The seventh line of the poem avoids anticlimax for two reasons: because it adroitly contracts the scope of the analogy from cosmogony back to the realm of Thoreauvian natural fact (a fact which, like that in the first five lines, is also implicitly synecdochic); and because the implied idea is surprising. Here, as in "Spring Pools" and "The Oven Bird," Frost suggests an almost Blakean view of natural process or experience: that it traces an essentially and consistently downward curve from its beginning. Finally, in the closing line, Frost recapitulates his postlapsarian point: "Nothing gold can stay." Again, as he does with "heaven" in "Fragmentary Blue," Frost has used a key word synecdochically. In the first line, "gold" signifies chiefly a color; by the last line, it connotes not merely yellowness but wealth or perfection in numerous senses.

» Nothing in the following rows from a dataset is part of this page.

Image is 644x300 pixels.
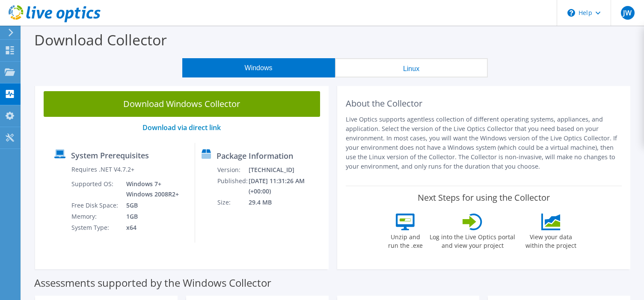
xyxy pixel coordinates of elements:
td: Supported OS: [71,179,120,199]
label: Download Collector [34,30,167,50]
label: Log into the Live Optics portal and view your project [429,230,516,250]
p: Live Optics supports agentless collection of different operating systems, appliances, and applica... [346,114,622,171]
td: Memory: [71,211,120,222]
label: Assessments supported by the Windows Collector [34,278,271,287]
td: [DATE] 11:31:26 AM (+00:00) [249,176,325,197]
td: 1GB [120,211,181,222]
td: Version: [217,164,249,176]
td: Free Disk Space: [71,199,120,211]
label: Unzip and run the .exe [385,230,425,250]
td: [TECHNICAL_ID] [249,164,325,176]
td: Windows 7+ Windows 2008R2+ [120,179,181,199]
label: System Prerequisites [71,151,149,160]
td: System Type: [71,222,120,233]
label: Next Steps for using the Collector [418,192,550,203]
span: JW [621,6,635,20]
td: Published: [217,176,249,197]
button: Windows [182,58,336,77]
svg: \n [568,9,575,16]
td: 5GB [120,199,181,211]
td: Size: [217,197,249,208]
a: Download Windows Collector [44,92,320,117]
label: Requires .NET V4.7.2+ [72,165,134,174]
td: 29.4 MB [249,197,325,208]
td: x64 [120,222,181,233]
label: Package Information [217,151,293,160]
a: Download via direct link [142,122,221,132]
button: Linux [336,58,488,77]
label: View your data within the project [520,230,581,250]
h2: About the Collector [346,99,622,109]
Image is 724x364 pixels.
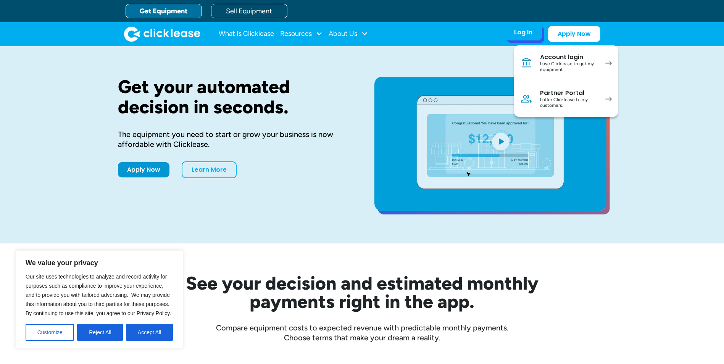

The expansive potential of a poem like "Nothing Gold Can Stay"—of the synecdochic method itself—helps to explain why Frost, unlike many of his modern contemporaries, is essentially content to write a large number of short lyrics, rather than aspire to the great long poem of which Paterson is an exemplum. One might hypothesize a priori that Frost's production of numerous short poems suggests an atomistic view of reality. But Frost does not, in fact, accept such a view; even as brief a lyric as "Nothing Gold Can Stay" projects a fairly comprehensive vision of experience.